The Tell-Tale Heart: Population-Based Surveillance Reveals an Association of Rofecoxib and Celecoxib with Myocardial Infarction

Abstract
COX-2 selective inhibitors are associated with myocardial infarction (MI). We sought to determine whether population health monitoring would have revealed the effect of COX-2 inhibitors on population-level patterns of MI. We conducted a retrospective study of inpatients at two Boston hospitals, from January 1997 to March 2006. There was a population-level rise in the rate of MI that reached 52.0 MI-related hospitalizations per 100,000 (a two standard deviation exceedence) in January of 2000, eight months after the introduction of rofecoxib and one year after celecoxib. The exceedence vanished within one month of the withdrawal of rofecoxib. Trends in inpatient stay due to MI were tightly coupled to the rise and fall of prescriptions of COX-2 inhibitors, with an 18.5% increase in inpatient stays for MI when both rofecoxib and celecoxib were on the market (P<0.001). For every million prescriptions of rofecoxib and celecoxib, there was a 0.5% increase in MI (95%CI 0.1 to 0.9) explaining 50.3% of the deviance in yearly variation of MI-related hospitalizations. There was a negative association between mean age at MI and volume of prescriptions for celecoxib and rofecoxib (Spearman correlation, −0.67, P<0.05). The strong relationship between prescribing and outcome time series supports a population-level impact of COX-2 inhibitors on MI incidence. Further, mean age at MI appears to have been lowered by use of these medications. Use of a population monitoring approach as an adjunct to pharmacovigilence methods might have helped confirm the suspected association, providing earlier support for the market withdrawal of rofecoxib.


● Directions: The reply should be the records repeated exactly, without any images.

● Given records:
*** Begin section ***

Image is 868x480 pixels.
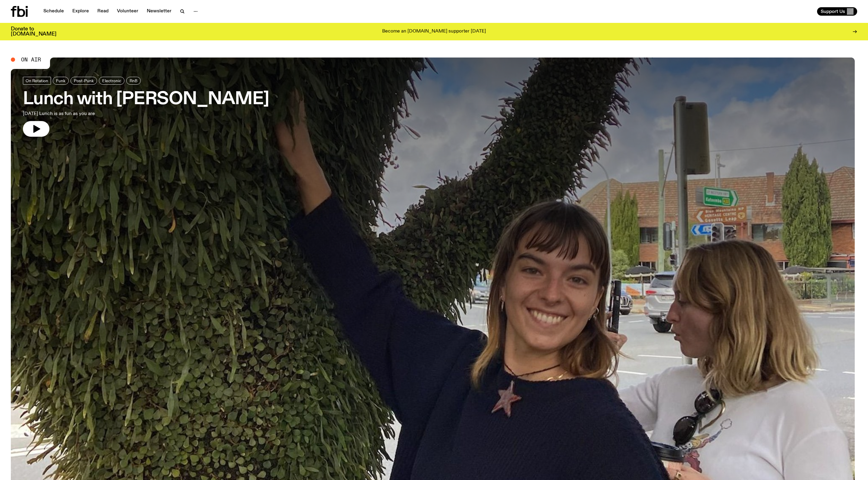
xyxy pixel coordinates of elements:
span: On Air [21,57,41,63]
span: Electronic [102,78,121,83]
a: Post-Punk [70,77,97,85]
a: Explore [68,7,92,16]
p: [DATE] Lunch is as fun as you are [23,110,177,117]
span: Funk [56,78,66,83]
a: Schedule [40,7,67,16]
a: On Rotation [23,77,51,85]
h3: Donate to [DOMAIN_NAME] [11,27,56,37]
a: Read [93,7,112,16]
span: Post-Punk [74,78,93,83]
a: Volunteer [114,7,142,16]
button: Support Us [816,7,857,16]
a: RnB [127,77,140,85]
a: Newsletter [143,7,175,16]
p: Become an [DOMAIN_NAME] supporter [DATE] [382,29,486,34]
span: Support Us [820,8,845,14]
a: Lunch with [PERSON_NAME][DATE] Lunch is as fun as you are [23,77,269,137]
span: On Rotation [26,78,48,83]
span: RnB [129,78,138,83]
a: Funk [53,77,68,85]
h3: Lunch with [PERSON_NAME] [23,91,269,108]
a: Electronic [99,77,125,85]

*** End section ***

● Your solution:
Image is 868x480 pixels.
xyxy pixel coordinates of elements:
span: On Air [21,57,41,63]
span: Electronic [102,78,121,83]
a: Post-Punk [70,77,97,85]
a: Explore [68,7,92,16]
p: [DATE] Lunch is as fun as you are [23,110,177,117]
span: Funk [56,78,66,83]
a: Schedule [40,7,67,16]
a: On Rotation [23,77,51,85]
h3: Donate to [DOMAIN_NAME] [11,27,56,37]
a: Read [93,7,112,16]
span: Post-Punk [74,78,93,83]
a: Volunteer [114,7,142,16]
button: Support Us [816,7,857,16]
a: RnB [127,77,140,85]
a: Newsletter [143,7,175,16]
p: Become an [DOMAIN_NAME] supporter [DATE] [382,29,486,34]
span: Support Us [820,8,845,14]
a: Lunch with [PERSON_NAME][DATE] Lunch is as fun as you are [23,77,269,137]
span: On Rotation [26,78,48,83]
span: RnB [129,78,138,83]
a: Funk [53,77,68,85]
h3: Lunch with [PERSON_NAME] [23,91,269,108]
a: Electronic [99,77,125,85]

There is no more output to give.